From the dust
jacket:
Have you ever
questioned the hyperactivity, the stress, and the competition of your
daily life? Are you constantly fighting the pressures that surround
you: the time demands, the way people relate to one another, the working
hours, the long commute? Have you ever wondered if you should be living
a different life—but feel powerless to escape “the way
things are”?
In this groundbreaking
work, Paul Stiles puts forth a simple idea with tremendous repercussions.
Drawing on a decade of research and incorporating numerous photographs
and illustrations, he shows that what we commonly refer to as “the
market” is more than just an economic means of distribution.
For the first time, we see the “free market” not as an
unlimited good but as a Jekyll-and-Hyde creature that creates material
prosperity at a heavy price. Here, in the unbridled rule of the market
over modern life, lies the source of so many of our current ills:
the spread of sprawl, widespread environmental damage, the corruption
of corporate life, and the polarization of politics.
Stiles illustrates
how the market constitutes a belief system unto itself, one that,
far from being synonymous with America, is actually innately opposed
to the traditional foundations of American life. Thus our national
creed is no longer “equality” or “opportunity”
but an obsession with market forces, market principles, market values—a
veritable “marketocracy.” The market is so pervasive in
our thinking that one can even divide politics, as Stiles neatly demonstrates,
into market liberals and market conservatives.
Stiles shows how
this virulent “hypermarket” explains such diverse phenomena
as the growth of mental health problems and obesity, the mass migration
of women into the workforce and the subsequent breakdown of the nuclear
family, the vulgarization of our culture, and the decline of morality
and the rise of the winner-take-all society. Here at last is a single,
coherent explanation for the world we live in every day.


**Aim of the exercise**: Where a line of the listing below includes the word "User", reproduce that line.

**Excerpted data**:
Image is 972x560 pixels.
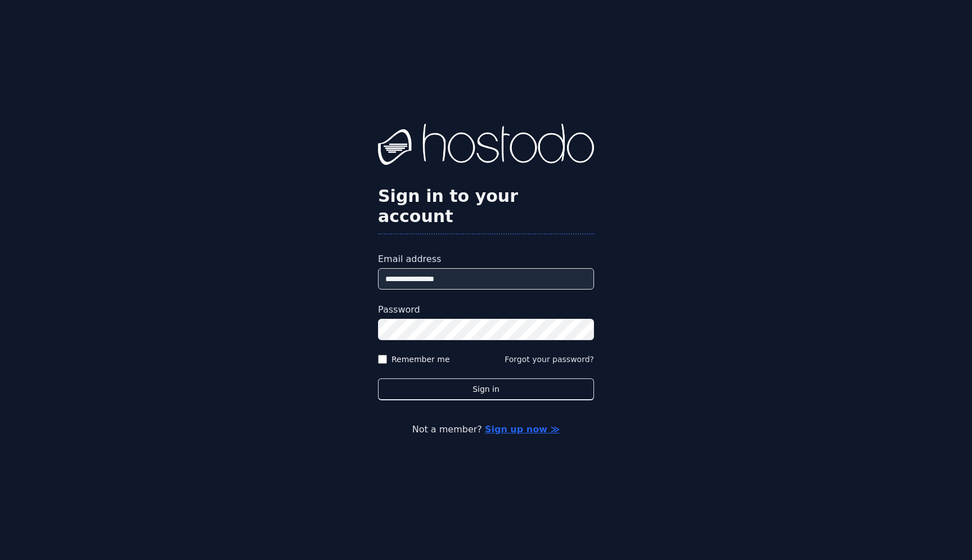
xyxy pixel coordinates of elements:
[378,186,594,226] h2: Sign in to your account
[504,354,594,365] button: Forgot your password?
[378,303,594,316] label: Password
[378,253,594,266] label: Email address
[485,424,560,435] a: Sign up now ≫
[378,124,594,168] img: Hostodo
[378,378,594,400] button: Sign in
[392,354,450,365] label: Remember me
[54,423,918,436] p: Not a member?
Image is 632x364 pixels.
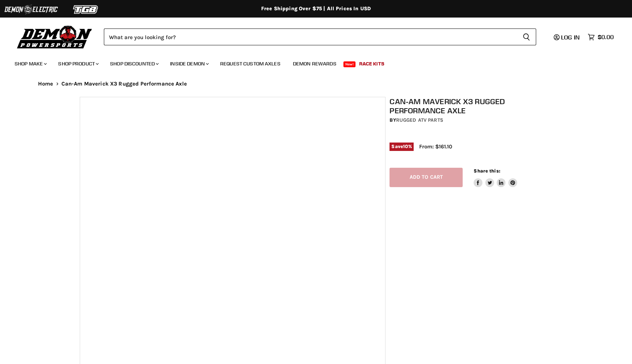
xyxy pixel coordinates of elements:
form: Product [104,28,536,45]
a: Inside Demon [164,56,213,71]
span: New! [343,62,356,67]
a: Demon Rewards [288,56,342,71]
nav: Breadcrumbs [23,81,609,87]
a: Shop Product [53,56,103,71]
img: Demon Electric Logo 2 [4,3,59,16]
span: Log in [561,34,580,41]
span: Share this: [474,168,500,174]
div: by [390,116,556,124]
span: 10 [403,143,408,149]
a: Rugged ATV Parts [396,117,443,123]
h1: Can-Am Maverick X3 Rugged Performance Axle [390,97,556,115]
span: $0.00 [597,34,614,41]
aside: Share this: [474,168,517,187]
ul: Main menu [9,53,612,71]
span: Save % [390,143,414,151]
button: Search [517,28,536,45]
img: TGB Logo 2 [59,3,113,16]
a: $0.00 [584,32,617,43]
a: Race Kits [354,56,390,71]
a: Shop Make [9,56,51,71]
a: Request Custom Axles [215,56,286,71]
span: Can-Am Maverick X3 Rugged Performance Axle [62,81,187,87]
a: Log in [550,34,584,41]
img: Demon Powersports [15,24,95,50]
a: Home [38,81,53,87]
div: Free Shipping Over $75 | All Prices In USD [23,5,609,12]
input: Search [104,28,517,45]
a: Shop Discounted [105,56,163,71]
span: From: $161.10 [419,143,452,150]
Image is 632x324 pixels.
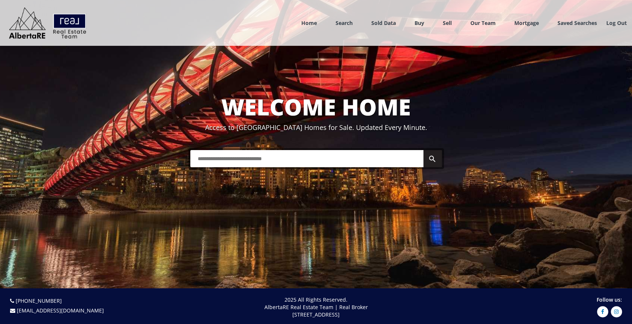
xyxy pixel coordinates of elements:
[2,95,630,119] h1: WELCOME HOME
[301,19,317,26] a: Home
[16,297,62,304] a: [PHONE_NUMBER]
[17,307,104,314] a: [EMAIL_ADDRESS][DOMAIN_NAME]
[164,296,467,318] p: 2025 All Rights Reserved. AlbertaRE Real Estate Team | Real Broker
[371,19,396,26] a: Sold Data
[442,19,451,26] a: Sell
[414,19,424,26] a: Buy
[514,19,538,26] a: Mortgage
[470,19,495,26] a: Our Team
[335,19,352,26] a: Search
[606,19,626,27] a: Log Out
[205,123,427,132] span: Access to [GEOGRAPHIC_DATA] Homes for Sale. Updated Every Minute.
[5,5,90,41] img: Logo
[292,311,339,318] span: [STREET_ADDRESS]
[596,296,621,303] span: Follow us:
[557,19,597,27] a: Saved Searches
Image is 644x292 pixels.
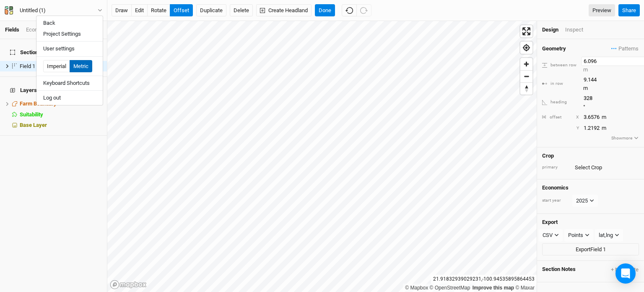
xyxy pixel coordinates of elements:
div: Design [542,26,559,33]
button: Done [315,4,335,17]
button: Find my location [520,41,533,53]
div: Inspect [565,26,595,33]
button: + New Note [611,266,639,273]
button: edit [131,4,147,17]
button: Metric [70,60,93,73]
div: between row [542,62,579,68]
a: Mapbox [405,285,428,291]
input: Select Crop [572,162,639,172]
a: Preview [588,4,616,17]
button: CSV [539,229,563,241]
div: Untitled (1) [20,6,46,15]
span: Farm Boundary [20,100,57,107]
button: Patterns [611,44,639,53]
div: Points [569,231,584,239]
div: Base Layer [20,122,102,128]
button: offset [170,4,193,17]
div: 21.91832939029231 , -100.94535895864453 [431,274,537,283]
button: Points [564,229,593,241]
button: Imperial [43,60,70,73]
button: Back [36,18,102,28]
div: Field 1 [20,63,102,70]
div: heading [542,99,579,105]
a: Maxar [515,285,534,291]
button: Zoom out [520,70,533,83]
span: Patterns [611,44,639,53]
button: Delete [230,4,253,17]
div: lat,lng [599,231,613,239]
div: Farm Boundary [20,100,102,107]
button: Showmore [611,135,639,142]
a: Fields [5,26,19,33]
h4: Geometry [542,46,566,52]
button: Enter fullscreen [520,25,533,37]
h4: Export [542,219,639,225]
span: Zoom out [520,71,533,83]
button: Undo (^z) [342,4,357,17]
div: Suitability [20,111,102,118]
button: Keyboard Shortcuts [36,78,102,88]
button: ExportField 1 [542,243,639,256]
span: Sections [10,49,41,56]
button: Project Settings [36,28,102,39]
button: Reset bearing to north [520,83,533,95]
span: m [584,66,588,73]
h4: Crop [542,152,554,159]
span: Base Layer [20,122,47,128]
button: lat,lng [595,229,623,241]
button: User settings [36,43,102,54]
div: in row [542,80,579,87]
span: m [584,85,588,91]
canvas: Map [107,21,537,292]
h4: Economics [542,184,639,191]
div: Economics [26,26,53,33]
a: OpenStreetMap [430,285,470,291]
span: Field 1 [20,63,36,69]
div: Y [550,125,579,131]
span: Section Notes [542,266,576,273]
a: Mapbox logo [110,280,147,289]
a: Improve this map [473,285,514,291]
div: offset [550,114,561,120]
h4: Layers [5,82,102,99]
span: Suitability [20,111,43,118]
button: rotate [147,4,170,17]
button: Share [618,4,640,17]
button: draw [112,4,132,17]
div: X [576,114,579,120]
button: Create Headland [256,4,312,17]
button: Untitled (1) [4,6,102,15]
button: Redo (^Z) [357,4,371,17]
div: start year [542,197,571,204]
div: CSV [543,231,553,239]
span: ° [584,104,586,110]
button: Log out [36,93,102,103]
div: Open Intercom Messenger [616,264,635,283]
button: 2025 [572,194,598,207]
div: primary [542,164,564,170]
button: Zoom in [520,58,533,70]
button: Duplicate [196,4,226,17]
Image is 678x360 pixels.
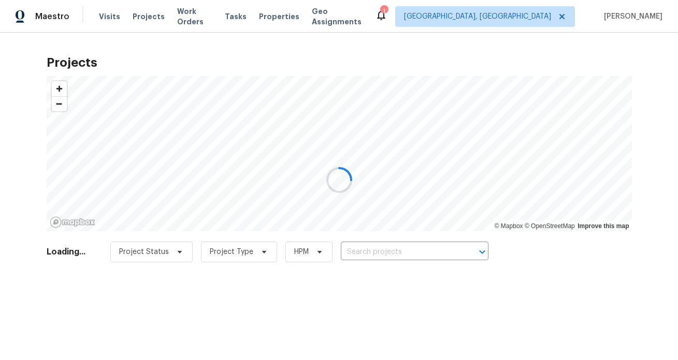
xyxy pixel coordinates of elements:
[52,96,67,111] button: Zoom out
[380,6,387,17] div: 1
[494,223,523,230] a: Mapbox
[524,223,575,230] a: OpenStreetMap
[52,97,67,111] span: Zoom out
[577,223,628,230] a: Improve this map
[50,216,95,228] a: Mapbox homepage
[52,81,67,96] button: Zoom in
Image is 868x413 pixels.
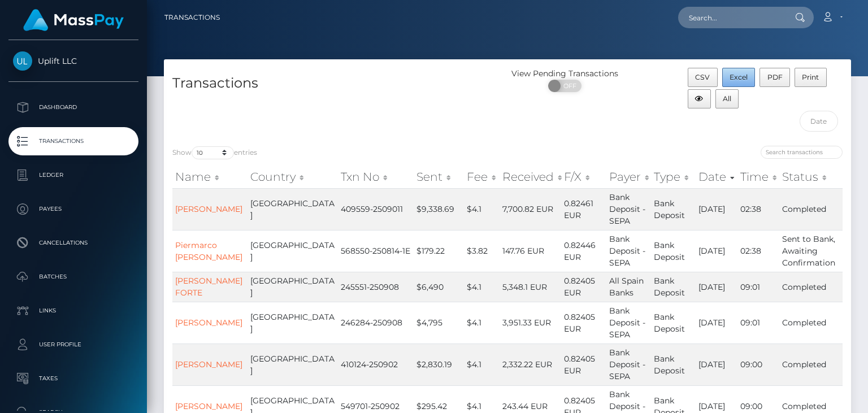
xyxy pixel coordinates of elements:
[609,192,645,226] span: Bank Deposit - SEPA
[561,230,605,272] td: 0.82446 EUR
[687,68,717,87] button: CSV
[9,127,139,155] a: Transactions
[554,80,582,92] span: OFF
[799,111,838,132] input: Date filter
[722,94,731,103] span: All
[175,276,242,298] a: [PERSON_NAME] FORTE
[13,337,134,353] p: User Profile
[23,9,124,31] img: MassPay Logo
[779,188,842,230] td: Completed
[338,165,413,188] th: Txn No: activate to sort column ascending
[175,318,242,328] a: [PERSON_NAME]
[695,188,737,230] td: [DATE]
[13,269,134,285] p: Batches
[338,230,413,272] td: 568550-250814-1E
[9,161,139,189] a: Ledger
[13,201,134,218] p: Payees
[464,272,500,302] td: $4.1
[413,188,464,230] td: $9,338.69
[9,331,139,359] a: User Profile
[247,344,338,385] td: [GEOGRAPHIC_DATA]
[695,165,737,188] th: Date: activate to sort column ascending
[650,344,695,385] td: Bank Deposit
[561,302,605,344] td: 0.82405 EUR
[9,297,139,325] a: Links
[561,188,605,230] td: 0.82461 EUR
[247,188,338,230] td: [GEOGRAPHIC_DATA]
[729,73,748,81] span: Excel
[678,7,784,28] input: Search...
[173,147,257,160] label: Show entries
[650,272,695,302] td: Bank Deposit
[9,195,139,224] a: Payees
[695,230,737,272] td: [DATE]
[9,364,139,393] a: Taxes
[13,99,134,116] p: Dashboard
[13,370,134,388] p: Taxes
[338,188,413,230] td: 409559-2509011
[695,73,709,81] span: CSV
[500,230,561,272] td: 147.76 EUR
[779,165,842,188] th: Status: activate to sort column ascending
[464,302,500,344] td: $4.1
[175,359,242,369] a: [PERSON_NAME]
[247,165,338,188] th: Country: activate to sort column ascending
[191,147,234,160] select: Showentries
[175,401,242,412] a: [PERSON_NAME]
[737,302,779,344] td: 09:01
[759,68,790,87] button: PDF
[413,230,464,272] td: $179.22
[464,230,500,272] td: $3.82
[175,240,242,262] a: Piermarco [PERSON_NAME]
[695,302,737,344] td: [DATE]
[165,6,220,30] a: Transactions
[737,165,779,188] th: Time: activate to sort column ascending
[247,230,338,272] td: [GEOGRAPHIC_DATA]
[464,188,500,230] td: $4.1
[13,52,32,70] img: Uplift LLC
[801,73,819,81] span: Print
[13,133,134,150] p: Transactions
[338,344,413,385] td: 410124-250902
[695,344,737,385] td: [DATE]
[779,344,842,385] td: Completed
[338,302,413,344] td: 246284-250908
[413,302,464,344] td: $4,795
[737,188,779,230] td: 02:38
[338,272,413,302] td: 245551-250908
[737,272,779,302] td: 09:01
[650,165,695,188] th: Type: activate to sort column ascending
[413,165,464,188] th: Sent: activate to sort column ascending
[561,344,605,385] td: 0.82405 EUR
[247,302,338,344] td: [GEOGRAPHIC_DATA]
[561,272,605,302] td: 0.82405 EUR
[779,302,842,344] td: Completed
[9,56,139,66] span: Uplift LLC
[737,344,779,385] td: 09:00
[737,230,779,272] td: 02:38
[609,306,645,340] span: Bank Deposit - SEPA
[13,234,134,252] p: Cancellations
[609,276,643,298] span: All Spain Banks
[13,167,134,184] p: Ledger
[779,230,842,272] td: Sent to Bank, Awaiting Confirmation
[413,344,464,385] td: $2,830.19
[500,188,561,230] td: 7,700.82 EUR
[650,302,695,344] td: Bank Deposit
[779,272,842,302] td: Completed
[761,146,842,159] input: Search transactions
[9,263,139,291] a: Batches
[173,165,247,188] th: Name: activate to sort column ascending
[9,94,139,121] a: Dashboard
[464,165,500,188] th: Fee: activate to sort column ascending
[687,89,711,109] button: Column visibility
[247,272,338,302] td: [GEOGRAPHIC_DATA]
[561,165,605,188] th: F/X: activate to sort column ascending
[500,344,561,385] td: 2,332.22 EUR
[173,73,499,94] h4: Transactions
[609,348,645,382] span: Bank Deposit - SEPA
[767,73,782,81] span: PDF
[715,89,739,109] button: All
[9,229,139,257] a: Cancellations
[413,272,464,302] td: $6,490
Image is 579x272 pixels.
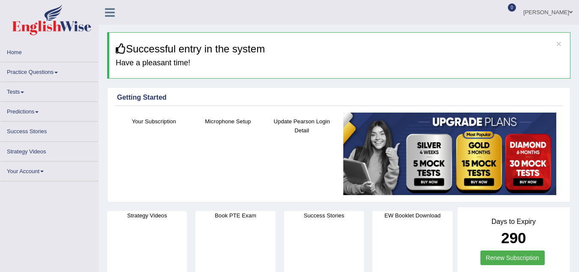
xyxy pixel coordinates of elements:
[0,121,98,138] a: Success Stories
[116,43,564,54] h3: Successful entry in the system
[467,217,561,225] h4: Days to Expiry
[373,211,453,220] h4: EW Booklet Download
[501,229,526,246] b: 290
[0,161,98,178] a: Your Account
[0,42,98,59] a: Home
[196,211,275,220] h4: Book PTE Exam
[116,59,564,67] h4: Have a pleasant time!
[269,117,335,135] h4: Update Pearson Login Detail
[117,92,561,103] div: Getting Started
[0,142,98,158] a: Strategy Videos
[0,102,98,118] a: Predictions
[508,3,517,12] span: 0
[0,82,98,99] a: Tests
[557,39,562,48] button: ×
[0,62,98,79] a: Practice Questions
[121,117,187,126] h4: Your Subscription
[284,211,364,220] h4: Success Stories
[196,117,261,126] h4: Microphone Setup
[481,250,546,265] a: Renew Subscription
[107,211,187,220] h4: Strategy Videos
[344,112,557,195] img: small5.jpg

**Solution for this problem**:
button: User settings [36,43,102,54]
[13,337,134,353] p: User Profile
[9,331,139,359] a: User Profile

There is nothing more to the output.